Canadian Poets Series #7 : Armand Garnet Ruffo

Armand Garnet Ruffo is an Anishinaabe writer and a band member of the Chapleau Cree Fox Lake First Nation in remote northern Ontario. Considered a major contributor to both contemporary Indigenous literature and Indigenous literary scholarship in Canada, he is a recipient of an Honourary Life Membership Award from the League of Canadian Poets and the Latner Writers’ Trust Poetry Prize in recognition of his work. His publications include Norval Morrisseau: Man Changing Into Thunderbird (2014) and Treaty# (2019), both finalists for Governor General’s Literary Awards. In 2020, he co-edited An Anthology of Indigenous Literatures in English: Voices from Canada for OUP.  His latest book, winner of the VMI Betsy Warland “Between Genres” Award, is a multi-genre adaptation of Sounding Thunder: The Song of Francis Pegahmagabow (2024), a musical drama based on the life of the renowned WWI Ojibwe sniper.
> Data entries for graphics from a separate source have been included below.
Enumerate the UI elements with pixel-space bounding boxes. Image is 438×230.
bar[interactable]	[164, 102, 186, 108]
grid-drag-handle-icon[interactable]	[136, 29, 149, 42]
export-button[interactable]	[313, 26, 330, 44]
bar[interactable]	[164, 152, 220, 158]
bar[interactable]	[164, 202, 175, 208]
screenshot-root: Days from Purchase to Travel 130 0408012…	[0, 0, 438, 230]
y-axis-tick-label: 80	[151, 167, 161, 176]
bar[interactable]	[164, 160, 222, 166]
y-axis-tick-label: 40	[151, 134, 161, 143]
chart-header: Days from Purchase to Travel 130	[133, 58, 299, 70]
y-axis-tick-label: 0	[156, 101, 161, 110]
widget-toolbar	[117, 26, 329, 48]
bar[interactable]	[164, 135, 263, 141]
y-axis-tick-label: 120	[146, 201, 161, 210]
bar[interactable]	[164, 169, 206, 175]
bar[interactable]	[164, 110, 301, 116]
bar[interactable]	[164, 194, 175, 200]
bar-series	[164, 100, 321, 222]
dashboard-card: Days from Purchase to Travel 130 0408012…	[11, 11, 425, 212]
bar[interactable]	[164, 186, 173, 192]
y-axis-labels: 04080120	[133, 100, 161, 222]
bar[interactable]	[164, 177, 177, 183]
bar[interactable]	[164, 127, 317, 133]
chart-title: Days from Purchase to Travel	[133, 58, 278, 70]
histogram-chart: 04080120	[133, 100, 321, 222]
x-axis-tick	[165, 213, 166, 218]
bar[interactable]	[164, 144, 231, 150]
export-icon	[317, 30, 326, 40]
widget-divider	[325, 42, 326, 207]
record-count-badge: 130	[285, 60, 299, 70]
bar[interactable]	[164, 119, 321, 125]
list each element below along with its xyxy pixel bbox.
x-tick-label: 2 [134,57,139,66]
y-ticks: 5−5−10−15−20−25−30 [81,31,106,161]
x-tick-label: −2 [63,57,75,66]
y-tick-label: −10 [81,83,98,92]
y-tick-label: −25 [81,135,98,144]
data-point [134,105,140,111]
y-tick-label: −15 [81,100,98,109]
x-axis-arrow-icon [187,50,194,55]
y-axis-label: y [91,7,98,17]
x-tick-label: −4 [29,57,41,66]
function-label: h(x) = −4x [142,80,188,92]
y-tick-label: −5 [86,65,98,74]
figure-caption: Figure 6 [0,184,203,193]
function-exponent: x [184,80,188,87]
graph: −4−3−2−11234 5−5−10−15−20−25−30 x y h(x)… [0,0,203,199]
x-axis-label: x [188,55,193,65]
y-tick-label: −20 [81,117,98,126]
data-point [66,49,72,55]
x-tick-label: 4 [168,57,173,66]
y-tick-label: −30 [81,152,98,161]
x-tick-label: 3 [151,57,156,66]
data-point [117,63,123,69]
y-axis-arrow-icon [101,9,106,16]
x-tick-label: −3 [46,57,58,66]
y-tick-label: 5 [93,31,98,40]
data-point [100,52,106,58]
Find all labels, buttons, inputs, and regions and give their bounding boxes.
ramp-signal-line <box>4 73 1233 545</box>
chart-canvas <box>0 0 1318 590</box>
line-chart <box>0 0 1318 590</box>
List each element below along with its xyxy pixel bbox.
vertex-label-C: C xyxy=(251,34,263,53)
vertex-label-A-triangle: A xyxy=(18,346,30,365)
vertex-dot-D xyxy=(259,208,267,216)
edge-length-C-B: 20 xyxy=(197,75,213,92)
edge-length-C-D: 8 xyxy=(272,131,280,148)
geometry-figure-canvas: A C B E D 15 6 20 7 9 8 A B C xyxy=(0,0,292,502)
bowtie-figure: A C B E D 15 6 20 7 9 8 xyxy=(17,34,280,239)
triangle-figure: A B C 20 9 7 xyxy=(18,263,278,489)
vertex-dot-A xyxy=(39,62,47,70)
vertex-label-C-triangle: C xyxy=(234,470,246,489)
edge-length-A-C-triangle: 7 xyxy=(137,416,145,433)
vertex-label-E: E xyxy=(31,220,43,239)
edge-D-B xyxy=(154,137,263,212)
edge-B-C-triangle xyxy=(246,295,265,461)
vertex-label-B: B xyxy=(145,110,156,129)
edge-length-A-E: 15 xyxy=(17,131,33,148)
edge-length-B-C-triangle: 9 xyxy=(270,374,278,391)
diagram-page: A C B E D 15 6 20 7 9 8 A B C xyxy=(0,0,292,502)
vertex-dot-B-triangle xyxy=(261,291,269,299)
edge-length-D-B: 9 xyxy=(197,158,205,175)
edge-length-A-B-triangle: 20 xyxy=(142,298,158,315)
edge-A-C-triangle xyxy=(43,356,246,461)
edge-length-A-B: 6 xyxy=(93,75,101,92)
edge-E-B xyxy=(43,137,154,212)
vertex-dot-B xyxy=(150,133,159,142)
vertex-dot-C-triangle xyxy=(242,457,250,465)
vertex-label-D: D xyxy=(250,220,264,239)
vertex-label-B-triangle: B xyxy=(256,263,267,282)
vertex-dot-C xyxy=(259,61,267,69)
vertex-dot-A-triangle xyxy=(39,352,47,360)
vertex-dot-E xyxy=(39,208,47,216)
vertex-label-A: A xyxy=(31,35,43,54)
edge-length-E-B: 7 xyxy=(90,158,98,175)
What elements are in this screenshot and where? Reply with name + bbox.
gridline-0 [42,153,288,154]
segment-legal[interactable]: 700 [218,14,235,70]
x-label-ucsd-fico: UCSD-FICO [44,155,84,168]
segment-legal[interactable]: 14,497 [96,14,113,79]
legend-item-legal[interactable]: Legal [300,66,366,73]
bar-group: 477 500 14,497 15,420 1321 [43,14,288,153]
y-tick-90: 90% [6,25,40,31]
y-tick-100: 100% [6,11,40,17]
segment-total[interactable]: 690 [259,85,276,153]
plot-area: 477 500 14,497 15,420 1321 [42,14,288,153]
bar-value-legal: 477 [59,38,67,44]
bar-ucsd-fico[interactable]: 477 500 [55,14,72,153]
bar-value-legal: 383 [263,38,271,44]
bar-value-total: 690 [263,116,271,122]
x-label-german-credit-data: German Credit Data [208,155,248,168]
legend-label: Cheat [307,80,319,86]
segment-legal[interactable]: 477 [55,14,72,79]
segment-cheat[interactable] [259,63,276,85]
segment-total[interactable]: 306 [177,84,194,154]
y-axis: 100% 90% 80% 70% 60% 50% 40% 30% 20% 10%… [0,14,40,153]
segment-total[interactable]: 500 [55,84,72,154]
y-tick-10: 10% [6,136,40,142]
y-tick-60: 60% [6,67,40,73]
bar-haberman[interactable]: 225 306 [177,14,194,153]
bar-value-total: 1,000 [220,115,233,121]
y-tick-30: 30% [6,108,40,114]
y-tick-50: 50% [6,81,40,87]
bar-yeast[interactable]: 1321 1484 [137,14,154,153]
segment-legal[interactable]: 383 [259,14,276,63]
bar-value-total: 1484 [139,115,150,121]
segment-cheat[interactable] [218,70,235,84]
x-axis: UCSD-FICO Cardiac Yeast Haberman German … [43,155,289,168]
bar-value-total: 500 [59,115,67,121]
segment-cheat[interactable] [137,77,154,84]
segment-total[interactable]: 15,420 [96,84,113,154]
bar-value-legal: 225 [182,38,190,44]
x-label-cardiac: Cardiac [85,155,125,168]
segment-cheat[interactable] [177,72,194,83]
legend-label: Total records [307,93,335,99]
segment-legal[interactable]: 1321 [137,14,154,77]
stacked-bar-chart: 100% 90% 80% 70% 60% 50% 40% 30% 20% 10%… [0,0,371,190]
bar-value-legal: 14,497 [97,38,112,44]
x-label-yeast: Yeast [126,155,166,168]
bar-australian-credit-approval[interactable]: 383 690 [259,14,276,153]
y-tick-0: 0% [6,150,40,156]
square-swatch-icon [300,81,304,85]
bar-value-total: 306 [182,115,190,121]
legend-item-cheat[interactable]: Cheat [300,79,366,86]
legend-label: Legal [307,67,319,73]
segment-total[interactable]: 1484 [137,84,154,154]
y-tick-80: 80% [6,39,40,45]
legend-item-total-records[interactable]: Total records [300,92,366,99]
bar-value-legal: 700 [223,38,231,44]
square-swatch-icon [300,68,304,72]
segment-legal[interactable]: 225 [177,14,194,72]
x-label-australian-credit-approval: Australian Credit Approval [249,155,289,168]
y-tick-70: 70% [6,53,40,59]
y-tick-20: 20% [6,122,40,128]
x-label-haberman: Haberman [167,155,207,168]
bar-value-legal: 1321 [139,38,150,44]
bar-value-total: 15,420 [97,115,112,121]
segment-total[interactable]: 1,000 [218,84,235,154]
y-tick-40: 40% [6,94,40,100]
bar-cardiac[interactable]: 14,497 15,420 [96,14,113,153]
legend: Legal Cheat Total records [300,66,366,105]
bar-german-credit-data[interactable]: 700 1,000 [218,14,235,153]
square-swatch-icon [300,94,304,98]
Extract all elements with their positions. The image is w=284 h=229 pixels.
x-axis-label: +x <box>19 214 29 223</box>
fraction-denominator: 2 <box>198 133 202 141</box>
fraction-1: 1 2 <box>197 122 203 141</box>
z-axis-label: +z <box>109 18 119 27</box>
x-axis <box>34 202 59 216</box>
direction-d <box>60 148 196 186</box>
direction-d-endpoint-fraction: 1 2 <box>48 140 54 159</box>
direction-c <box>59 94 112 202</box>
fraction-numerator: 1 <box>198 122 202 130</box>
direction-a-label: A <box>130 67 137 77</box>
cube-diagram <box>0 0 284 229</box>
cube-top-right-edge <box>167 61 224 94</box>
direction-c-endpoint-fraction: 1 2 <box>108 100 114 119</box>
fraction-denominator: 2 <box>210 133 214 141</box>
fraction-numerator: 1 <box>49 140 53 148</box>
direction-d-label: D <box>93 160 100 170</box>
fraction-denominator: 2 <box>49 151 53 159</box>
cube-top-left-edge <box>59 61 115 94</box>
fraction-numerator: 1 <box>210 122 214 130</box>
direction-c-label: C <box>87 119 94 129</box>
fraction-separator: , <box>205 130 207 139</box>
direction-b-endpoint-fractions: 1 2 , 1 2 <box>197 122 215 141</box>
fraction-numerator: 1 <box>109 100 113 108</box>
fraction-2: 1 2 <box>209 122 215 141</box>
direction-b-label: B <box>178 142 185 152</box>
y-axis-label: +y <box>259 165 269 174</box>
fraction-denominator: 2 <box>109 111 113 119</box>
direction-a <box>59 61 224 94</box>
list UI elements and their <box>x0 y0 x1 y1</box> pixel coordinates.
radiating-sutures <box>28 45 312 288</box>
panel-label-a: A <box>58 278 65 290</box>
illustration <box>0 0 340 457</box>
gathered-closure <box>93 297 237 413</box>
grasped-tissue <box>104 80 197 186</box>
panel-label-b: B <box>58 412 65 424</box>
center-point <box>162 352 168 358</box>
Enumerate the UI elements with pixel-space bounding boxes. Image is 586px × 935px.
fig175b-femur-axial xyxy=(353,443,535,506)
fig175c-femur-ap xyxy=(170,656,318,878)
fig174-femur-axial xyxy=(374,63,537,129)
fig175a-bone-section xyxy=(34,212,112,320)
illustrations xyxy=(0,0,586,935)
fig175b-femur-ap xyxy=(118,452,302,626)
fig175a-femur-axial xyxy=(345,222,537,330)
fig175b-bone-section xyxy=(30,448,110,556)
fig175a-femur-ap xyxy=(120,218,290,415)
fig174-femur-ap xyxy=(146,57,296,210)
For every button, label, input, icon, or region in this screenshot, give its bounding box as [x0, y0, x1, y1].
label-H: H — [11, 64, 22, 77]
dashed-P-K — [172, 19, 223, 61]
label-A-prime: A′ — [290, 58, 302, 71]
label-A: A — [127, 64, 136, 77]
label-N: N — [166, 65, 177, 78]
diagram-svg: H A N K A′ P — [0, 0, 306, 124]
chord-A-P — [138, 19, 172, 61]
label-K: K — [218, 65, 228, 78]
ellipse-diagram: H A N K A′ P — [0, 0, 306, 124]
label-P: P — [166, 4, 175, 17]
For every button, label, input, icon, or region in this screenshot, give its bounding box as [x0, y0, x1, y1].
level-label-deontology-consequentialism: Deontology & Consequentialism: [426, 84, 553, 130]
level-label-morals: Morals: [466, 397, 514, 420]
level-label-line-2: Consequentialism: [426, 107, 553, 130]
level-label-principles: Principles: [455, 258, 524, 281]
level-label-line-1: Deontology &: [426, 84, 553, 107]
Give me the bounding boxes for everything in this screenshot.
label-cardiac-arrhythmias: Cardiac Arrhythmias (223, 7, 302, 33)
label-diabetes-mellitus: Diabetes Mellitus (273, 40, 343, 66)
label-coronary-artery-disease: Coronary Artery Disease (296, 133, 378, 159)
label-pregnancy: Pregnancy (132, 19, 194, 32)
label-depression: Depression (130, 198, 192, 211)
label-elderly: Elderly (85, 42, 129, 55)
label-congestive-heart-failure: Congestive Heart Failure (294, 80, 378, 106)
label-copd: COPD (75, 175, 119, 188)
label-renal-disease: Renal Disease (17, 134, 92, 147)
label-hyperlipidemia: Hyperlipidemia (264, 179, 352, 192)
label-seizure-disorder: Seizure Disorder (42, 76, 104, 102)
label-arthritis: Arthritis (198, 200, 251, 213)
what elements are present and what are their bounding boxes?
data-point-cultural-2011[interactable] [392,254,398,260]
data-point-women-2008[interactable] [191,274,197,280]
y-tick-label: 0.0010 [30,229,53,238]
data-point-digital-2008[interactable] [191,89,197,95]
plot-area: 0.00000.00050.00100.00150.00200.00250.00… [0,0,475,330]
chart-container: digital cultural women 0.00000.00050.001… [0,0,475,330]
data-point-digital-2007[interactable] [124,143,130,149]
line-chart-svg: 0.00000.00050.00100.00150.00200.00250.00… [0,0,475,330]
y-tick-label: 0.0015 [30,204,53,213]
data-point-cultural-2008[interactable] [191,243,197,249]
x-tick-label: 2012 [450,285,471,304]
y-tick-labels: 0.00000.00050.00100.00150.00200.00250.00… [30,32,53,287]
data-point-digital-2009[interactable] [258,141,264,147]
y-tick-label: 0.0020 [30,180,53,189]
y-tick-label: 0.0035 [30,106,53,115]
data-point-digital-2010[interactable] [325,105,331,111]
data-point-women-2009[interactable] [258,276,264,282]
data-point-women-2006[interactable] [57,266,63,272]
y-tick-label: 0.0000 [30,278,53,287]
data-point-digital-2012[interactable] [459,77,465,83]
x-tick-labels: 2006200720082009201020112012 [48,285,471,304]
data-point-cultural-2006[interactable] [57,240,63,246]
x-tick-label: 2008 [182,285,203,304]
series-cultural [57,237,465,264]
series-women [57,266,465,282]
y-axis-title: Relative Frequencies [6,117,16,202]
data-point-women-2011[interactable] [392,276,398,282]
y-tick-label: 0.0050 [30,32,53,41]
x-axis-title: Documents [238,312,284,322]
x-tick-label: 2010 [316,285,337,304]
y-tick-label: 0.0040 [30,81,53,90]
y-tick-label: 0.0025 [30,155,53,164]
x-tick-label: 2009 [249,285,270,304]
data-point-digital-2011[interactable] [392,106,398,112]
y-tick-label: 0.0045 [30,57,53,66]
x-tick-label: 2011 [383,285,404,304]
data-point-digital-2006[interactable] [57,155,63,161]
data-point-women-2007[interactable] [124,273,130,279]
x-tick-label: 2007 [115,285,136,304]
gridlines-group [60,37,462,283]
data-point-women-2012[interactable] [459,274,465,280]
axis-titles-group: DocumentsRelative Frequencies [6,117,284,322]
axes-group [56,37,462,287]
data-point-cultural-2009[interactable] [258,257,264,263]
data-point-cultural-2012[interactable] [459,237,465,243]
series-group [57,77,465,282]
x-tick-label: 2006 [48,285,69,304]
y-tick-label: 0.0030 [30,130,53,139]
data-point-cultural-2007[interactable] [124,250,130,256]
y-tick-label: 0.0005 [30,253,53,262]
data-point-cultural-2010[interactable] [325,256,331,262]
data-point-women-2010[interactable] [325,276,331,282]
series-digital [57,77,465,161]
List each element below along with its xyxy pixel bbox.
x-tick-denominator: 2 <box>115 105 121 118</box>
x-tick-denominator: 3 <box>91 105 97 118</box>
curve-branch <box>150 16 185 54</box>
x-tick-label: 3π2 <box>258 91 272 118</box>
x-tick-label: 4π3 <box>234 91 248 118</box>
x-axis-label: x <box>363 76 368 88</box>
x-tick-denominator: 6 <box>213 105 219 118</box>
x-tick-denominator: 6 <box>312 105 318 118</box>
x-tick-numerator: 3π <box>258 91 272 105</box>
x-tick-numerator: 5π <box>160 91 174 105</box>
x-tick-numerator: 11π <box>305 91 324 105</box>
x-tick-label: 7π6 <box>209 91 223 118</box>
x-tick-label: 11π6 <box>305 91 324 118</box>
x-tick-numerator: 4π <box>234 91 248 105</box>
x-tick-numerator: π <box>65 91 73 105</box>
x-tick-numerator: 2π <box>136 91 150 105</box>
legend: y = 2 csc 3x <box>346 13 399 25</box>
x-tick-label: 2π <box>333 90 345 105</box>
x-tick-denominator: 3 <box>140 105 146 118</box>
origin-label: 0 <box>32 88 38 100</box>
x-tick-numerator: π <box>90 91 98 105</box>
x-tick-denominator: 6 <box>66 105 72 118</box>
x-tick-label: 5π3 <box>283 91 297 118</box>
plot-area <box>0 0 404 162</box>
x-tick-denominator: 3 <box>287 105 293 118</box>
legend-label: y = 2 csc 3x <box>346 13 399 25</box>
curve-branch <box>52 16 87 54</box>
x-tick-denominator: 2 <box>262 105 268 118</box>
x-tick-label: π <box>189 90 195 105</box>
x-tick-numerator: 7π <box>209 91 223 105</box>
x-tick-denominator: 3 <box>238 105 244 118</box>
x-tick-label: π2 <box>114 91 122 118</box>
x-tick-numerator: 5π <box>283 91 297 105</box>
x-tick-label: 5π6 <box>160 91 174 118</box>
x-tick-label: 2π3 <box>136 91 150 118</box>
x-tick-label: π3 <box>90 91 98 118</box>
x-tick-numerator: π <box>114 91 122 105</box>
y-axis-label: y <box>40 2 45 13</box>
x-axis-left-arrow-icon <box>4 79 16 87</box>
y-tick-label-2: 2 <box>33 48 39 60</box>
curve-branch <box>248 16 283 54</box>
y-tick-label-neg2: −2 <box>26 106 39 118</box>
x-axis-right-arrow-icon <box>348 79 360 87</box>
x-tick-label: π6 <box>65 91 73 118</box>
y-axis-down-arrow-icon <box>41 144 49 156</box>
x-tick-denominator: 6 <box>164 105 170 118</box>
Numerous interviews with him exist online, including through Poetry in Voice, by David Griffin Brown for The Malahat Review, by Jonathan Ball, by rob mclennan for Jacket2, by Amanda Proctor for The Malahat Review, by Shelagh Rogers for The Next Chapter, CBC Radioand by rob mclennan again for VERSeFest at periodicities: a journal of poetry and poeticsHe is currently the Queen’s National Scholar in Indigenous Literature at Queen’s University in Kingston, Ontario.